The Nigerian National Petroleum Company Limited (NNPCL) has received ₦318.05bn between January and August 2025 to fund new frontier oil exploration, documents from the September 2025 Federation Account Allocation Committee (FAAC) meeting have revealed.
According to the records obtained by The PUNCH, the amount represents 30 per cent of Production Sharing Contract (PSC) profits automatically set aside each month under the Petroleum Industry Act 2021 for oil search across inland basins.
The Frontier Exploration Fund, established by the Act, mandates that 30 per cent of NNPCL’s PSC profits be channelled into exploring under-developed basins such as Anambra, Bida, Dahomey, Sokoto, Chad and Benue. The Nigerian Upstream Petroleum Regulatory Commission (NUPRC) manages the fund through an escrow account and issues an annual Frontier Basin Exploration and Development Plan.
In July 2025, the NUPRC unveiled the latest plan, detailing seismic surveys, stress-field detection, data integration, and wildcat drilling across the basins. Activities listed include logging and testing of the Eba-1 well in the Dahomey Basin, drilling of a new wildcat in Bida, reappraisal of Wadi wells in Chad, and reassignment of Ebeni-1 drilling in Benue.
Despite PSC profits falling short of the budgeted ₦1.58tn to ₦1.06tn this year, the statutory 30 per cent deduction for frontier exploration was consistently applied, resulting in ₦318.05bn by August.
Monthly allocations fluctuated sharply: ₦31.77bn in January, ₦38.30bn in February, ₦61.49bn in March, ₦36.58bn in April, ₦38.8bn in May, a low of ₦6.83bn in June, ₦25.34bn in July, and a record ₦78.94bn in August.
NNPCL also booked the same amount, ₦318.05bn, as management fees within the first eight months, bringing its total receipts for exploration and fees to ₦636.1bn.
However, the Federation Account, entitled to 40 per cent of PSC profits, received ₦424.07bn in the same period, far below the budgeted ₦631.57bn. The non-remittance of NNPCL’s interim dividends, projected at ₦2.17tn year-to-date, has further deepened the revenue shortfall.
FAAC documents show that a special subcommittee has been set up to scrutinise the 30 per cent frontier deductions. The committee has met with NNPCL, the NUPRC and the Central Bank of Nigeria to review exploration activities from 1999 to date and NNPCL’s intended programmes for 2025.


Exercise requirements ::
Copy each line of the records below that has "bounding" in it.

Supplied material ::
---

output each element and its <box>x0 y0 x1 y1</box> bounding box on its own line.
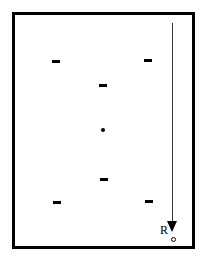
negative-charge-top-right <box>144 59 152 62</box>
negative-charge-bottom-left <box>53 201 61 204</box>
point-r-label: R <box>160 224 168 236</box>
point-r-marker <box>171 237 176 242</box>
negative-charge-top-left <box>52 60 60 63</box>
arrow-shaft <box>172 23 173 223</box>
negative-charge-upper-center <box>99 84 107 87</box>
center-point <box>101 128 105 132</box>
arrow-head-icon <box>167 221 177 232</box>
negative-charge-bottom-right <box>145 200 153 203</box>
negative-charge-lower-center <box>100 178 108 181</box>
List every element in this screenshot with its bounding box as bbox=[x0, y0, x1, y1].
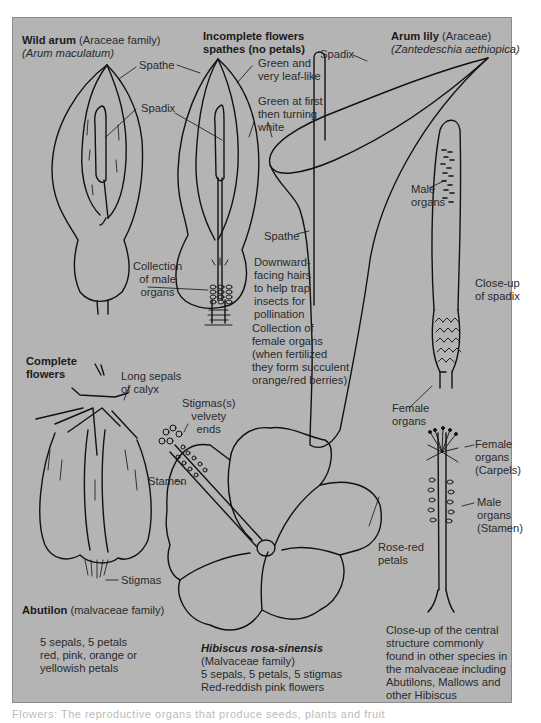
closeup-spadix-label: Close-up of spadix bbox=[475, 277, 520, 303]
arum-lily-female-organs-label: Female organs bbox=[392, 402, 429, 428]
hibiscus-family: (Malvaceae family) bbox=[201, 655, 295, 668]
green-leaf-like-label: Green and very leaf-like bbox=[258, 57, 321, 83]
hibiscus-description: 5 sepals, 5 petals, 5 stigmas Red-reddis… bbox=[201, 668, 342, 694]
abutilon-name: Abutilon bbox=[22, 604, 67, 616]
wild-arum-family: (Araceae family) bbox=[76, 34, 161, 46]
long-sepals-label: Long sepals of calyx bbox=[121, 370, 181, 396]
abutilon-description: 5 sepals, 5 petals red, pink, orange or … bbox=[40, 636, 137, 675]
wild-arum-spadix-label: Spadix bbox=[141, 102, 175, 115]
incomplete-flower-drawing bbox=[176, 59, 259, 325]
incomplete-flowers-heading-2: spathes (no petals) bbox=[203, 43, 305, 56]
abutilon-stigmas-label: Stigmas bbox=[121, 574, 161, 587]
abutilon-family: (malvaceae family) bbox=[67, 604, 164, 616]
hibiscus-title: Hibiscus rosa-sinensis bbox=[201, 642, 323, 655]
abutilon-drawing bbox=[36, 364, 151, 578]
rose-red-petals-label: Rose-red petals bbox=[378, 541, 424, 567]
wild-arum-drawing bbox=[52, 65, 143, 314]
abutilon-title: Abutilon (malvaceae family) bbox=[22, 604, 164, 617]
arum-lily-family: (Araceae) bbox=[439, 30, 491, 42]
arum-lily-spathe-label: Spathe bbox=[264, 230, 299, 243]
arum-lily-title: Arum lily (Araceae) bbox=[391, 30, 491, 43]
figure-caption: Flowers: The reproductive organs that pr… bbox=[12, 708, 385, 723]
arum-lily-male-organs-label: Male organs bbox=[411, 183, 445, 209]
hibiscus-drawing bbox=[159, 425, 381, 630]
wild-arum-spathe-label: Spathe bbox=[139, 59, 174, 72]
female-carpels-label: Female organs (Carpels) bbox=[475, 438, 521, 477]
arum-lily-name: Arum lily bbox=[391, 30, 439, 42]
stigmas-velvety-label: Stigmas(s) velvety ends bbox=[182, 397, 235, 436]
stamen-label: Stamen bbox=[148, 475, 187, 488]
wild-arum-name: Wild arum bbox=[22, 34, 76, 46]
central-structure-drawing bbox=[427, 427, 458, 613]
wild-arum-title: Wild arum (Araceae family) bbox=[22, 34, 161, 47]
green-turning-white-label: Green at first then turning white bbox=[258, 95, 323, 134]
central-structure-description: Close-up of the central structure common… bbox=[386, 624, 507, 702]
downward-hairs-label: Downward- facing hairs to help trap inse… bbox=[254, 256, 311, 321]
complete-flowers-heading: Complete flowers bbox=[26, 355, 77, 381]
wild-arum-species: (Arum maculatum) bbox=[22, 47, 114, 60]
male-stamen-label: Male organs (Stamen) bbox=[477, 496, 523, 535]
arum-lily-species: (Zantedeschia aethiopica) bbox=[391, 43, 520, 56]
male-organs-collection-label: Collection of male organs bbox=[133, 260, 182, 299]
arum-lily-spadix-label: Spadix bbox=[320, 48, 354, 61]
female-organs-collection-label: Collection of female organs (when fertil… bbox=[252, 322, 349, 387]
incomplete-flowers-heading-1: Incomplete flowers bbox=[203, 30, 304, 43]
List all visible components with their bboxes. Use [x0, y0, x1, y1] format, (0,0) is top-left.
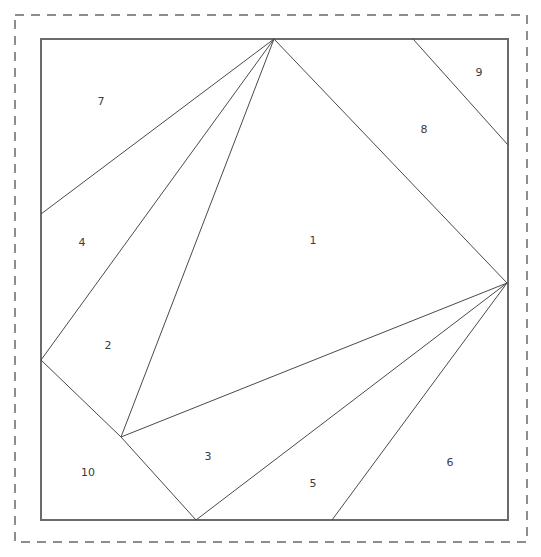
interior-low-to-bottom-left-v [121, 437, 196, 520]
solid-square-boundary [41, 39, 508, 520]
right-hub-to-bottom-left-v [196, 283, 507, 520]
right-hub-to-bottom-mid-v [332, 283, 507, 520]
region-label-1: 1 [310, 234, 317, 247]
region-label-6: 6 [447, 456, 454, 469]
diagram-canvas: 12345678910 [0, 0, 541, 557]
apex-to-interior-low [121, 39, 274, 437]
region-label-4: 4 [79, 236, 86, 249]
region-label-3: 3 [205, 450, 212, 463]
right-hub-to-interior-low [121, 283, 507, 437]
region-label-5: 5 [310, 477, 317, 490]
apex-to-left-edge-mid [41, 39, 274, 360]
partition-segments-group [41, 39, 508, 520]
region-labels-group: 12345678910 [79, 66, 483, 490]
region-label-2: 2 [105, 339, 112, 352]
region-label-9: 9 [476, 66, 483, 79]
region-label-8: 8 [421, 123, 428, 136]
region-label-7: 7 [98, 95, 105, 108]
apex-to-left-edge-upper [41, 39, 274, 214]
polygon-partition-figure: 12345678910 [0, 0, 541, 557]
region-label-10: 10 [81, 466, 95, 479]
left-edge-mid-to-interior-low [41, 360, 121, 437]
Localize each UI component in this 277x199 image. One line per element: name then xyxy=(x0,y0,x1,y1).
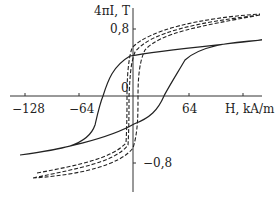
y-tick-label-top: 0,8 xyxy=(110,23,129,35)
y-axis-label: 4πI, T xyxy=(94,5,130,17)
y-tick-label-zero: 0 xyxy=(121,82,129,94)
solid-loop-curve xyxy=(20,40,262,155)
y-tick-label-bottom: −0,8 xyxy=(143,157,172,169)
x-axis-label: H, kA/m xyxy=(225,103,274,115)
x-tick-label-64: 64 xyxy=(182,103,197,115)
x-tick-label-m64: −64 xyxy=(69,103,94,115)
x-tick-label-m128: −128 xyxy=(12,103,45,115)
hysteresis-chart xyxy=(0,0,277,199)
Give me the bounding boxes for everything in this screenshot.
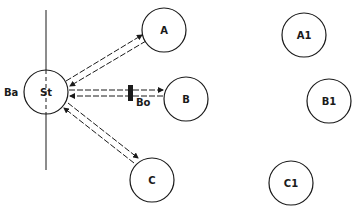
node-a1: A1 bbox=[282, 13, 326, 57]
diagram-canvas: Bo Ba St A B C A1 B1 C1 bbox=[0, 0, 353, 211]
node-b: B bbox=[164, 77, 208, 121]
node-c: C bbox=[130, 158, 174, 202]
node-label: B bbox=[182, 94, 190, 105]
side-label-ba: Ba bbox=[4, 87, 18, 98]
node-label: A bbox=[160, 25, 168, 36]
barrier-bo bbox=[128, 85, 133, 101]
node-label: B1 bbox=[322, 96, 337, 107]
node-label: A1 bbox=[297, 30, 312, 41]
barrier-label: Bo bbox=[136, 97, 151, 108]
node-label: St bbox=[40, 87, 52, 98]
edge-st-a bbox=[66, 35, 146, 86]
node-b1: B1 bbox=[307, 79, 351, 123]
node-st: St bbox=[24, 70, 68, 114]
node-label: C bbox=[148, 175, 155, 186]
edge-st-b bbox=[69, 90, 163, 96]
node-c1: C1 bbox=[269, 161, 313, 205]
node-a: A bbox=[142, 8, 186, 52]
node-label: C1 bbox=[284, 178, 298, 189]
edge-st-c bbox=[64, 103, 138, 163]
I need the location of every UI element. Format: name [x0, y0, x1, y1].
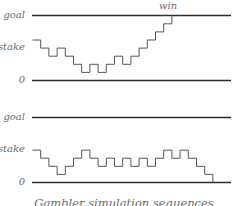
panel-win: goal stake 0 win [0, 0, 231, 85]
stake-label: stake [0, 143, 25, 154]
zero-label: 0 [19, 74, 26, 85]
goal-label: goal [3, 9, 25, 20]
win-annotation: win [159, 0, 177, 11]
random-walk-path [33, 16, 172, 73]
figure-caption: Gambler simulation sequences [34, 196, 214, 206]
zero-label: 0 [19, 176, 26, 187]
random-walk-path [33, 150, 213, 182]
gambler-diagram: goal stake 0 win goal stake 0 Gambler si… [0, 0, 232, 206]
goal-label: goal [3, 111, 25, 122]
stake-label: stake [0, 41, 25, 52]
panel-lose: goal stake 0 [0, 111, 231, 187]
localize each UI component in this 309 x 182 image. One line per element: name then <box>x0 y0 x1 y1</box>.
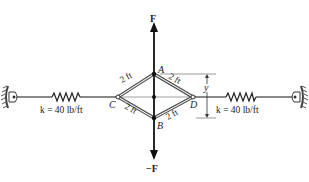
right-spring-label: k = 40 lb/ft <box>216 105 259 115</box>
pin-b <box>152 116 156 120</box>
right-wall-support-icon <box>292 86 308 108</box>
force-neg-f-label: −F <box>146 163 158 174</box>
force-f-label: F <box>150 13 156 24</box>
member-ac-length: 2 ft <box>118 70 134 85</box>
member-bd-length: 2 ft <box>164 107 180 122</box>
left-spring-label: k = 40 lb/ft <box>40 105 83 115</box>
force-down-arrow-icon <box>150 150 158 160</box>
pin-c <box>116 95 120 99</box>
dimension-y-label: y <box>203 82 209 93</box>
vertical-axis <box>150 22 158 160</box>
diagram-canvas: F −F A B C D 2 ft 2 ft 2 ft 2 ft y k = 4… <box>0 0 309 182</box>
point-a-label: A <box>157 64 165 75</box>
point-c-label: C <box>109 99 116 110</box>
center-point <box>152 95 156 99</box>
member-cb-length: 2 ft <box>123 101 139 116</box>
left-spring <box>52 93 80 101</box>
point-d-label: D <box>189 99 198 110</box>
right-spring <box>226 93 256 101</box>
pin-a <box>152 72 156 76</box>
left-wall-support-icon <box>1 86 17 108</box>
point-b-label: B <box>157 120 163 131</box>
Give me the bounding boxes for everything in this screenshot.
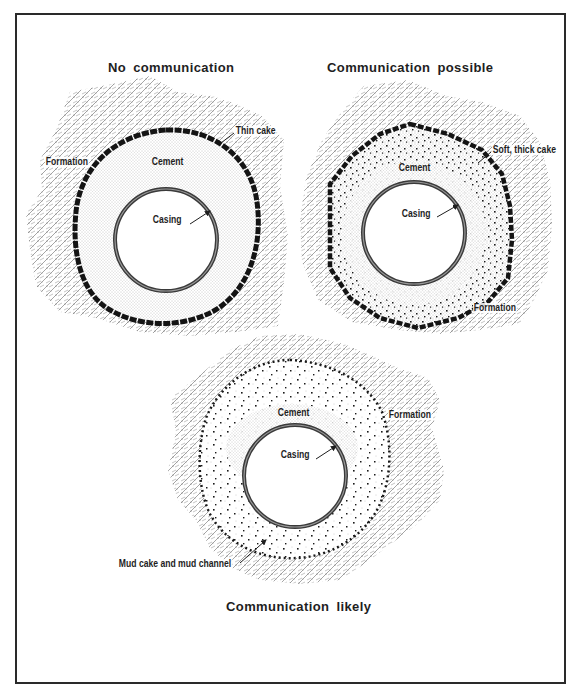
label-cement: Cement bbox=[151, 157, 184, 167]
panel-title-communication-possible: Communication possible bbox=[327, 61, 493, 74]
label-mud-cake-channel: Mud cake and mud channel bbox=[118, 559, 232, 569]
cement-bond-diagram: No communication Communication possible … bbox=[0, 0, 578, 696]
panel-title-communication-likely: Communication likely bbox=[226, 600, 371, 613]
label-casing: Casing bbox=[401, 209, 431, 219]
diagram-graphics bbox=[0, 0, 578, 696]
label-cement: Cement bbox=[398, 163, 431, 173]
label-casing: Casing bbox=[152, 215, 182, 225]
label-thin-cake: Thin cake bbox=[235, 126, 276, 136]
label-cement: Cement bbox=[277, 408, 310, 418]
label-formation: Formation bbox=[45, 157, 89, 167]
label-formation: Formation bbox=[388, 410, 432, 420]
label-soft-thick-cake: Soft, thick cake bbox=[492, 145, 557, 155]
label-casing: Casing bbox=[280, 450, 310, 460]
panel-communication-possible bbox=[300, 80, 552, 334]
panel-title-no-communication: No communication bbox=[108, 61, 234, 74]
panel-no-communication bbox=[26, 76, 288, 336]
label-formation: Formation bbox=[473, 303, 517, 313]
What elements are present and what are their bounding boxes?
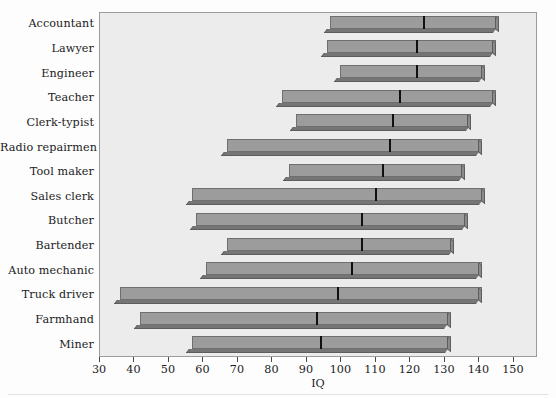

---

Result ::
output each element and its <box>x0 y0 x1 y1</box> bounding box on its own line.
List every element in this screenshot with its bounding box as bbox=[x0, y0, x1, y1].
Give me the bounding boxes for everything in this screenshot.
Give me the bounding boxes for everything in this screenshot.
What elements are present and what are their bounding boxes?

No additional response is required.